Weyl talks a lot about how we can innovate democracy, not just throw it all out in favor of autocracy. In this Guest Lecture, we talk about his recent debate with Curtis Yarvin, whether corporations are autocracies or democracies, whether countries like Singapore are more or less democratic than the US, and how we can use technological advancements and borrow from models around the world to create something much better than representative democracy.

A few things we discussed:

  • Another guest lecturer for the Elysian, Salim Ismail, pointed out that the companies with more democratic choice and autonomy work better. For instance, Haier turned an 80,000-person company into 2,000 teams of 40 each. “Each team has a P&L target, elects their own leader, and—most radically—decides what they want to do,” he said. This is essentially creating small democracies rather than a large autocracy. We discuss how countries can borrow from companies.

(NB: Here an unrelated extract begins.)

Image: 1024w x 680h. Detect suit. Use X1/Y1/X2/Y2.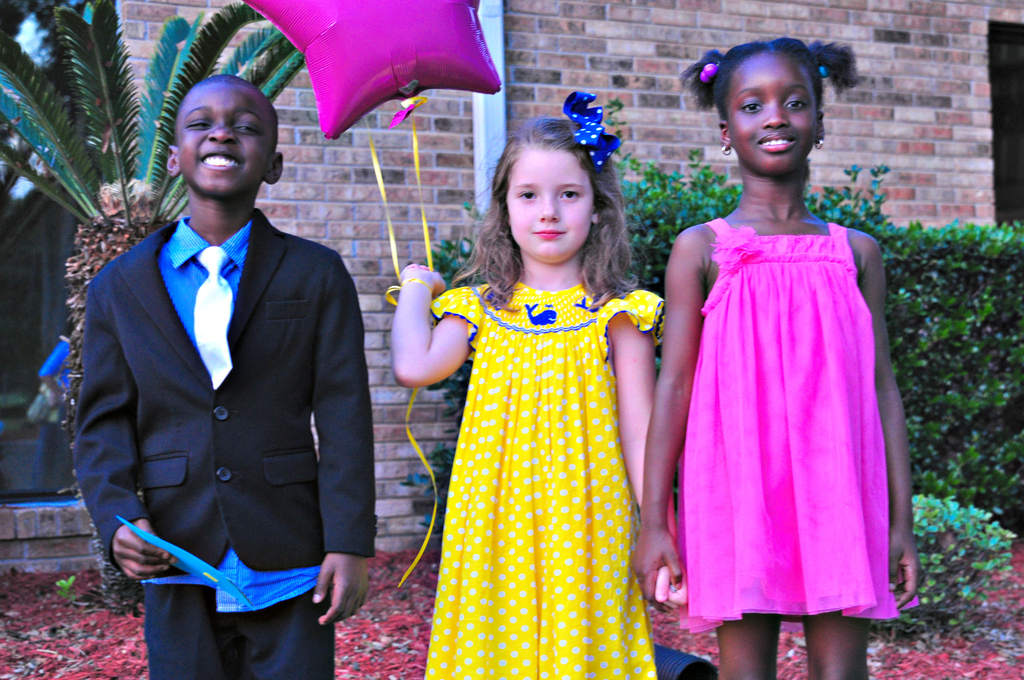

  • Singapore may have less representative democracy than the United States or European countries, but they might have more democratic choice. They have one party that has remained the most popular party since the company was founded, but that one party has been known to consider the needs of the people through endless surveys and feedback loops. Here we discuss whether Singapore is more or less democratic than the US, and what we can borrow from their model.

  • Parag Khanna says that Singapore and Switzerland have the two most ideal forms of government in the world, and that both are considered “technocracies.” What he means by that is that the countries are informed by tons of data on the needs of the people, but leaders also have carte blanche to act on it. Singapore does this with their one party, and Switzerland does this with their seven-member council that rotates leadership every year for seven years.

    • On Singapore: “From passport checks and public toilets at the airport to banks and university administration buildings, Singapore is populated with touch-screen tablets asking you to rate the service you’ve received,” Khanna says. And, “the government actually pays attention to the results… Citizens comment vocally on everything from taxes to transportation to health care spending. If the national pension fund’s portfolio returns just 1 percent lower than expected, citizens start to howl.”

    • On Switzerland: “In a high-tech version of Switzerland’s referendum model, Singapore also launched a platform for online petitions called “GoPetition” and established a parliamentary committee to derive recommendations from them. In all of these cases, recommendations are acted on within months, not years or never.”

    • Of both: “A shift from government-knows-best to crowdsourcing”

  • In Plurality, Weyl uses Taiwan as an example of how this data can be collected through online platforms. But he separates it from the technocracy model and is even critical of it. Here he explains how Taiwan’s model differs from the Singapore/Switzerland models.

  • Weyl’s organization RadicalXChange considers some of the innovations we could make to democracy. “Broad Listening” was recently used for a political campaign in Japan, where the representative essentially crowdsources his campaign based on the wants and needs of his constituents. Participatory democracy platforms like Taiwan’s Polis platform collect and collate the responses of citizens. Quadratic voting provides alternatives to the one-person/one-vote model. During our lecture, he discusses all the case studies he finds interesting.

  • At the end, I ask a big question: If Weyl became the king of a small city-state for just one year and it would become a fully functioning democratically renovated city-state after that, what would he do?

I hope you enjoy our conversation as much as I did!